I can’t fully answer that question because I don’t have a Surface Laptop and can’t judge for myself how bad it is. But one of the little joys of the MacBook Air is that I can lay on a bed, or a couch, and use the thing without any fear that it will heat up, let alone start spewing fan noise. When I do this with a Windows laptop, I try to place a book, magazine, or even my iPad under it to prevent any issues. This isn’t necessary with the MacBook Air. But is this a dealbreaker?
Hm.
It depends in part, too, on how well the new Surface Laptop addresses the MacBook Air threat.

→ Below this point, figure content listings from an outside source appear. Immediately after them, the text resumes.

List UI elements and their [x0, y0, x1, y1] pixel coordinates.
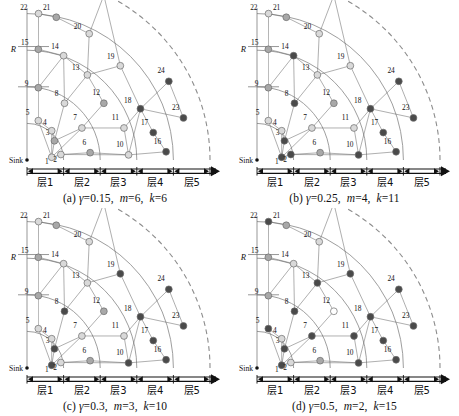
sensor-node-label-13: 13 [302, 63, 310, 72]
panel-c: 1234567891011121314151617181920212223242… [0, 208, 230, 416]
sensor-node-label-24: 24 [387, 66, 395, 75]
sensor-node-17 [380, 129, 387, 136]
sensor-node-19 [347, 270, 354, 277]
sensor-node-13 [314, 72, 321, 79]
sensor-node-label-21: 21 [43, 3, 51, 12]
sensor-node-label-19: 19 [107, 52, 115, 61]
sensor-node-label-16: 16 [154, 345, 162, 354]
panel-b-m-symbol: m [347, 192, 355, 204]
sensor-node-label-14: 14 [281, 42, 289, 51]
sensor-node-14 [290, 52, 297, 59]
sensor-node-label-15: 15 [251, 38, 259, 47]
edge [140, 289, 168, 316]
sink-label: Sink [239, 156, 253, 165]
sensor-node-label-1: 1 [275, 157, 279, 166]
sensor-node-label-19: 19 [107, 260, 115, 269]
sensor-node-2 [287, 151, 294, 158]
sensor-node-label-22: 22 [250, 3, 258, 12]
sensor-node-15 [35, 254, 42, 261]
layer-label-5: 层5 [414, 177, 430, 188]
sensor-node-2 [57, 151, 64, 158]
sensor-node-label-6: 6 [82, 346, 86, 355]
sensor-node-label-12: 12 [92, 88, 100, 97]
panel-d: 1234567891011121314151617181920212223242… [230, 208, 459, 416]
sensor-node-label-16: 16 [154, 137, 162, 146]
sensor-node-19 [117, 62, 124, 69]
sensor-node-24 [395, 286, 402, 293]
panel-a-caption-index: (a) [63, 192, 76, 204]
sensor-node-19 [117, 270, 124, 277]
sensor-node-8 [291, 100, 298, 107]
layer-label-3: 层3 [340, 385, 356, 396]
sensor-node-label-13: 13 [72, 271, 80, 280]
radius-label: R [240, 44, 247, 54]
edge [370, 289, 398, 316]
sensor-node-12 [100, 308, 107, 315]
sensor-node-label-5: 5 [26, 316, 30, 325]
sensor-node-label-22: 22 [250, 211, 258, 220]
sensor-node-17 [150, 337, 157, 344]
panel-b-caption-index: (b) [289, 192, 303, 204]
sensor-node-8 [291, 308, 298, 315]
panel-c-m-symbol: m [114, 400, 122, 412]
sensor-node-label-14: 14 [281, 250, 289, 259]
radius-label: R [240, 252, 247, 262]
sensor-node-label-21: 21 [273, 211, 281, 220]
sensor-node-label-14: 14 [51, 250, 59, 259]
sensor-node-label-7: 7 [73, 113, 77, 122]
sensor-node-label-15: 15 [251, 246, 259, 255]
sensor-node-15 [265, 254, 272, 261]
layer-label-1: 层1 [37, 177, 53, 188]
edge [370, 81, 398, 108]
sensor-node-label-8: 8 [55, 89, 59, 98]
sensor-node-4 [48, 335, 55, 342]
sensor-node-label-14: 14 [51, 42, 59, 51]
sensor-node-label-9: 9 [255, 79, 259, 88]
panel-d-caption-index: (d) [292, 400, 306, 412]
sink-label: Sink [239, 364, 253, 373]
layer-label-5: 层5 [184, 385, 200, 396]
edge [284, 128, 311, 141]
axis-end-arrow [211, 166, 220, 176]
sensor-node-label-10: 10 [116, 140, 124, 149]
sensor-node-20 [316, 30, 323, 37]
edge [54, 311, 64, 349]
sensor-node-label-2: 2 [283, 155, 287, 164]
edge [284, 311, 294, 349]
sensor-node-20 [86, 238, 93, 245]
sensor-node-label-23: 23 [402, 103, 410, 112]
sensor-node-11 [121, 125, 128, 132]
sink-node [255, 366, 259, 370]
sensor-node-6 [317, 357, 324, 364]
sensor-node-5 [265, 117, 272, 124]
sensor-node-21 [283, 222, 290, 229]
panel-b-caption: (b) γ=0.25, m=4, k=11 [230, 192, 459, 204]
sensor-node-14 [60, 260, 67, 267]
panel-c-gamma-value: 0.3 [90, 400, 105, 412]
sensor-node-23 [180, 323, 187, 330]
edge [129, 152, 167, 155]
sensor-node-14 [290, 260, 297, 267]
panel-a-caption: (a) γ=0.15, m=6, k=6 [0, 192, 230, 204]
sensor-node-label-7: 7 [73, 321, 77, 330]
sensor-node-24 [165, 78, 172, 85]
sensor-node-20 [86, 30, 93, 37]
sensor-node-label-1: 1 [275, 365, 279, 374]
sensor-node-label-10: 10 [346, 140, 354, 149]
panel-b: 1234567891011121314151617181920212223242… [230, 0, 459, 208]
sensor-node-23 [410, 115, 417, 122]
edge [89, 0, 104, 34]
sensor-node-label-8: 8 [285, 297, 289, 306]
radius-label: R [10, 44, 17, 54]
sensor-node-label-4: 4 [43, 326, 47, 335]
sensor-node-label-17: 17 [141, 118, 149, 127]
edge [354, 336, 359, 363]
sensor-node-14 [60, 52, 67, 59]
sensor-node-label-6: 6 [312, 346, 316, 355]
sensor-node-label-17: 17 [371, 118, 379, 127]
sensor-node-8 [61, 308, 68, 315]
sensor-node-label-1: 1 [45, 365, 49, 374]
edge [140, 81, 168, 108]
layer-label-4: 层4 [147, 177, 163, 188]
sensor-node-17 [380, 337, 387, 344]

To hear Microsoft and Qualcomm describe things, it does so quite well: The MacBook Air came up repeatedly at yesterday’s event, always as the foil to laptops based on the Snapdragon X, and often specifically to Surface Laptop.
But here, again, Ryan’s report—which everyone interested in Snapdragon X and Windows 11 on Arm needs to read for themselves—provides some very useful, non-partisan, and trustworthy data points. And it goes like this. The Surface Laptop is less expensive than MacBook AIr, about $200 when configured comparably. The thermals are solid and, as noted, the fan noise, while present, is not horrible. Battery life is excellent and exceeds that of the MacBook Air by roughly 15 percent, depending on workloads and other factors.
Performance is likewise excellent, with Surface Laptop beating the MacBook Air handily in multithreaded tests and coming up just behind it in single threaded. From an AI/NPU perspective, the Surface Laptop comes out significantly ahead of any competition; it’s about 2x the NPU performance of the MacBook Air M3.
Emulated performance will vary according to apps and one’s respective toolset. But here, Ryan has good news too: Using Lightroom Classic, the Surface Laptop is neck-and-heck with the MacBook Air M3, and it’s only 17 percent slower with Blender 4.11. “Any programs that haven’t yet been converted over to an Arm-native version will still run exceedingly well on the new Surface Laptop,” Ryan says.
The only area in which the MacBook Air seems to have a measurable and important advantage is with web browsing via Chrome—it’s about 40 percent faster—but Surface Laptop destroys the PC competition, and this falls into that “it just needs to be competitive” bucket. I think we’ll see further Chromium and third-party work here, too.
And then there’s productivity. “Moving to a system powered by the X Elite isn’t sacrificing your ability to be productive,” Ryan writes. “Office 365 runs natively on Arm-based processors now, and the results on the Snapdragon X Elite demonstrate that not only is it ‘fine’ performance but that it is exceeding the previous generation Surface Laptop and putting in a great battle against Intel’s latest offerings.”
In short, this is all good news, great news in most cases. And as reviewers confirm—or don’t—these findings with their own tests and unique workloads and compatibility requirements in the coming weeks, we’ll have more data and can feel more confident in this platform.
For now, I’ll hold on to my preorder. And we’ll see what happens. I’m not worried per se, just vaguely disappointed, and not sure if this matters a lot or a little or not at all. But there it is. It’s not a complete undermining, but a chink in the defenses, unexpected and unwelcome.
More soon. I have a lot to think about.